Each day, I picked up each chick and handled it a bit to get it used to people. Once it calmed down, I violated its avian privacy, and checked its bum. With well-washed hands, and a small tray of room temperature water, I soaked it gently, just the back end, and tried to gently—ever so gently—pull away any built up feces. DO NOT TUG. I have torn the gentle skin and hurt one of my chicks before and I felt terrible. Take your time. If the buildup is excessive, I have found small scissors to be useful in cutting away the plug, or small pliers from a multi-tool to crush and loosen the plug in the feathers. You don’t have to get every bit of it off of them, just make sure they can defecate without resistance. You should only have to worry about this for 10 to 14 days, after that, they will molt and have no further problems. Once you don’t have to worry about plugging anymore, then you will have to worry about them flying.
As I mentioned earlier, I found out my chicks could fly when one of them escaped and our cats had him cornered under a dresser. Thankfully, she was caught early and unharmed, except for a few ruffled feathers. Once they begin to fly you have two choices: you can either put them outside in your newly-built chicken tractor or you can cover their brooding box with some sort of wire mesh. If you choose the latter, it must be something that allows airflow. Without steady airflow, the trapped heat will cook your birds within a few hours in the best of circumstances. I can’t say this enough: if you trap off easy airflow, you will have effectively made a rotisserie oven without getting the delicious meat, just dead birds.
Enough of all of that worry about accidentally killing your birds, I have faith in you. Let us talk, instead, about the best part of growing your birds in a chicken tractor: fresh eggs in the summer and fall, and meat in the early winter.
Your birds should be fully grown by summer and start to produce roughly an egg per day depending on the breeds you have chosen. The first few eggs will look funny, some will be small or oblong or just plain non-standard egg-shaped. This is due to the chickens’ egg-laying parts becoming accustomed to producing eggs. These first eggs will tend to have small amounts of blood or feces on them which may require a small wash in warm water to remove. Even the most misshapen of eggs is still nutritious and suitable for eating, although, to be honest, I crack them open and feed them to my dogs, then crush the shells and feed them back to my chickens. There is no good reason for this, it’s just how I was taught to handle the first eggs.

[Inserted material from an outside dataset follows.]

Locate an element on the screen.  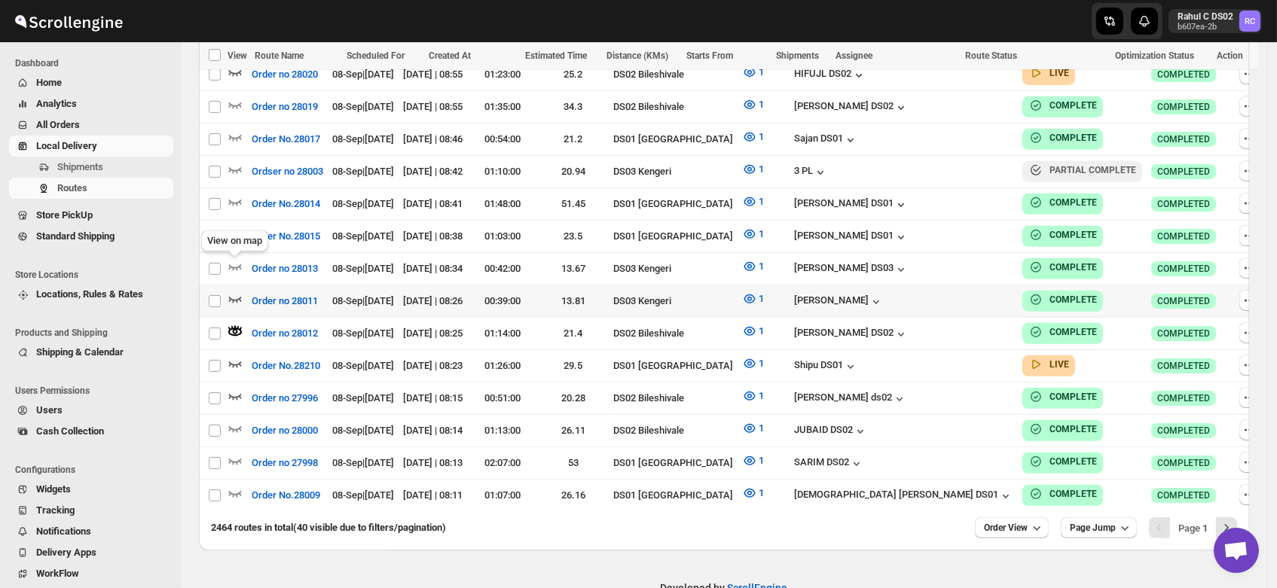
div: 34.3 is located at coordinates (573, 107).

At this point, you may want to consider providing your chickens with laying pellets or oyster shells. Both of these will be high in calcium content and help your chickens lay thicker-shelled eggs. You can mix the pellets or shells in with their regular feed or keep them in separate feeders. Your chickens will know naturally what they need and when, you just have to have everything available. Trust them, provide for them, and they will provide for you.

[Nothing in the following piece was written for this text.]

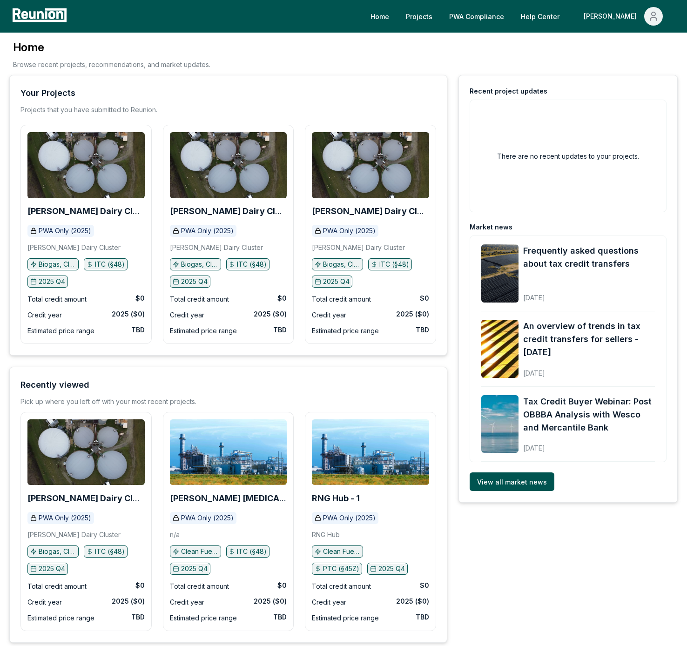  What do you see at coordinates (491, 227) in the screenshot?
I see `div: Market news` at bounding box center [491, 227].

At some point in time, every homesteader wants to have a few chickens, and I am convinced—through trial and error—that the chicken tractor provides the best way to start with a small flock and grow from there. Take a chance, a bit of recycled lumber, and some screws and see what you think. I loved every moment of building the tractor and actually picking out chicks. I look forward to seeing my birds every day. I bet you will too.